Thursday, May 17, 2007

Garlic Mustard

I'm staying down in Prince Edward County for a few days this week--and when I arrived I was shocked to see this:

A broad swath of garlic mustard--and not the only one.

Last year I noticed a small patch of this stuff up against the house here--I pulled it up and hoped for the best. There was also a little on the far side of the small woods below the house--I haven't gotten in there yet to take a look. So I've been pulling out what I can. Garlic mustard has a good strong taproot, like a carrot or dandelion, and will break off it quite easily, and then quickly grow back. After some rain, I was getting more out by the roots, but a lot of it is inaccessible, and a lot of root is left in the ground. I've been dumping it in the compost, but I suspect that the stuff with root intact may succeed in producing seeds in spite of having been pulled up.

Know your enemy

This powerful invasive was first brought to North America by European settlers for eating--but like so many that came this way, there were no natural controls on it here, so it spread terrifically. And then I read that it not only chokes out native spring flowers, but it also damages forests. (See this post from last spring at Bootstrap Analysis for more on this invasive and forests. See this page for what the Ontario government has to say. And a link to Wisconsin's Garlic Mustard Awareness Month I found at BirdFreak Blog)

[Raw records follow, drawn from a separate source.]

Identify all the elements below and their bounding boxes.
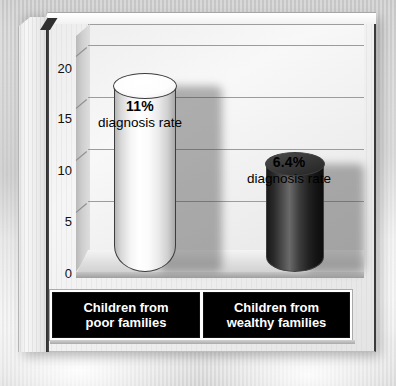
category-box-poor-line1: Children from (83, 300, 168, 315)
bar-poor-data-label: 11% diagnosis rate (82, 99, 198, 130)
category-box-wealthy: Children from wealthy families (203, 292, 350, 338)
y-axis: 20 15 10 5 0 (42, 24, 72, 280)
bar-wealthy-percent: 6.4% (231, 155, 347, 171)
y-axis-tick-0: 0 (46, 267, 72, 280)
plot-area (76, 24, 364, 272)
gridline-20 (88, 45, 364, 46)
category-box-poor: Children from poor families (52, 292, 200, 338)
y-axis-tick-20: 20 (46, 62, 72, 75)
y-axis-tick-15: 15 (46, 112, 72, 125)
y-axis-tick-5: 5 (46, 215, 72, 228)
bar-poor-cap (113, 73, 177, 99)
category-box-wealthy-line2: wealthy families (227, 315, 327, 330)
plot-left-wall (76, 24, 90, 272)
category-box-poor-line2: poor families (86, 315, 167, 330)
chart-screenshot: 20 15 10 5 0 11% d (0, 0, 396, 386)
plot-floor-front-edge (76, 272, 364, 278)
category-box-wealthy-line1: Children from (234, 300, 319, 315)
y-axis-tick-10: 10 (46, 164, 72, 177)
bar-wealthy-rate-text: diagnosis rate (231, 171, 347, 186)
category-legend: Children from poor families Children fro… (49, 289, 353, 341)
bar-poor-percent: 11% (82, 99, 198, 115)
bar-poor-rate-text: diagnosis rate (82, 115, 198, 130)
bar-wealthy-data-label: 6.4% diagnosis rate (231, 155, 347, 186)
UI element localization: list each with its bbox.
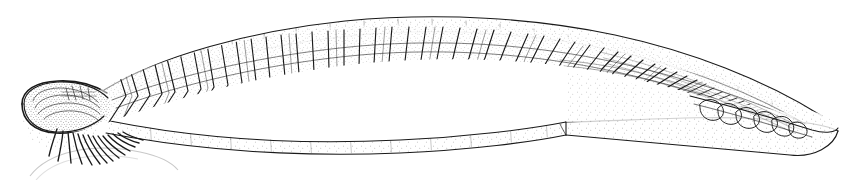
lancelet-drawing [0, 0, 853, 180]
lancelet-figure: Lancelet (amphioxus) lateral view line d… [0, 0, 853, 180]
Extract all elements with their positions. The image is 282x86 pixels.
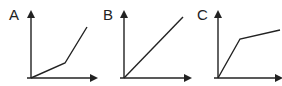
curve-c	[218, 30, 280, 78]
panel-b: B	[103, 6, 190, 78]
three-graphs-diagram: A B C	[0, 0, 282, 86]
panel-c: C	[197, 6, 281, 78]
panel-label-b: B	[103, 6, 113, 23]
curve-b	[124, 17, 183, 78]
panel-label-a: A	[9, 6, 19, 23]
panel-label-c: C	[197, 6, 208, 23]
curve-a	[31, 27, 87, 78]
panel-a: A	[9, 6, 96, 78]
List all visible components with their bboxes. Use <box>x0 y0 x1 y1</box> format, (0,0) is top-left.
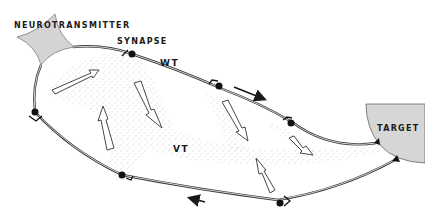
synapse-4 <box>29 109 42 122</box>
target-cell <box>366 104 425 163</box>
vt-label: VT <box>173 144 189 154</box>
neurotransmitter-label: NEUROTRANSMITTER <box>14 21 130 30</box>
volume-wiring-transmission-diagram: NEUROTRANSMITTER SYNAPSE WT VT TARGET <box>0 0 425 220</box>
return-direction-arrow <box>190 198 205 202</box>
synapse-label: SYNAPSE <box>117 37 168 46</box>
synapse-3 <box>283 117 295 127</box>
target-label: TARGET <box>377 124 419 133</box>
wt-direction-arrow <box>234 87 264 99</box>
wt-label: WT <box>160 58 179 68</box>
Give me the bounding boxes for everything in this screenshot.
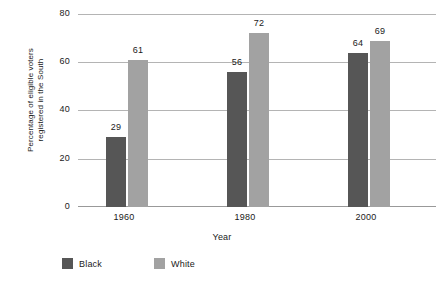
bar-chart: Percentage of eligible voters registered… bbox=[0, 0, 444, 285]
bar-value-2000-black: 64 bbox=[343, 38, 373, 48]
legend-item-white[interactable]: White bbox=[154, 258, 195, 269]
bar-value-1960-black: 29 bbox=[101, 122, 131, 132]
bar-value-2000-white: 69 bbox=[365, 26, 395, 36]
bar-2000-black[interactable] bbox=[348, 53, 368, 207]
bar-1960-white[interactable] bbox=[128, 60, 148, 207]
plot-area: 29 61 56 72 64 69 bbox=[78, 14, 436, 207]
y-axis-title-line-2: registered in the South bbox=[36, 0, 46, 200]
y-axis-title-line-1: Percentage of eligible voters bbox=[26, 0, 36, 200]
legend-label-black: Black bbox=[79, 259, 102, 269]
bar-2000-white[interactable] bbox=[370, 41, 390, 207]
y-axis-title: Percentage of eligible voters registered… bbox=[26, 0, 48, 200]
y-tick-label-20: 20 bbox=[30, 153, 70, 163]
x-tick-label-1980: 1980 bbox=[225, 212, 265, 222]
bar-1960-black[interactable] bbox=[106, 137, 126, 207]
bars-layer bbox=[78, 14, 436, 207]
legend-label-white: White bbox=[171, 259, 195, 269]
bar-1980-black[interactable] bbox=[227, 72, 247, 207]
x-tick-label-1960: 1960 bbox=[104, 212, 144, 222]
bar-value-1980-white: 72 bbox=[244, 18, 274, 28]
y-tick-label-80: 80 bbox=[30, 8, 70, 18]
x-tick-label-2000: 2000 bbox=[346, 212, 386, 222]
legend-swatch-black-icon bbox=[62, 258, 73, 269]
x-axis-title: Year bbox=[0, 232, 444, 242]
legend-item-black[interactable]: Black bbox=[62, 258, 102, 269]
bar-value-1980-black: 56 bbox=[222, 57, 252, 67]
legend: Black White bbox=[62, 258, 195, 269]
y-tick-label-40: 40 bbox=[30, 104, 70, 114]
legend-swatch-white-icon bbox=[154, 258, 165, 269]
y-tick-label-0: 0 bbox=[30, 201, 70, 211]
bar-1980-white[interactable] bbox=[249, 33, 269, 207]
bar-value-1960-white: 61 bbox=[123, 45, 153, 55]
y-tick-label-60: 60 bbox=[30, 56, 70, 66]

The stuff seeds prodigiously, and the seeds can wait for years to sprout. Who knows what happened to this bit of earth I'm dealing with. Two patches occupy the exact same space as two clumps of daffodils--very suspicious, as if they've had some (inadvertent, I'm sure) human assistance to take hold. Other, larger patches are not in places where they would have been planted through the spreading of composted garden waste, or something like that--but maybe they're where torn up plants were tossed? I think I better pull the plants out of the compost and bag them up in black plastic trash bags and set them in the sun. Maybe cooking will prevent seed development.

1 comment:

Anonymous said...

If the plants have seed pods, they can continue to develop even if they are laying in a pile on the pavement...these are amazingly resilient plants. The black plastic bag treatment is the way to go. This is just plain bad stuff!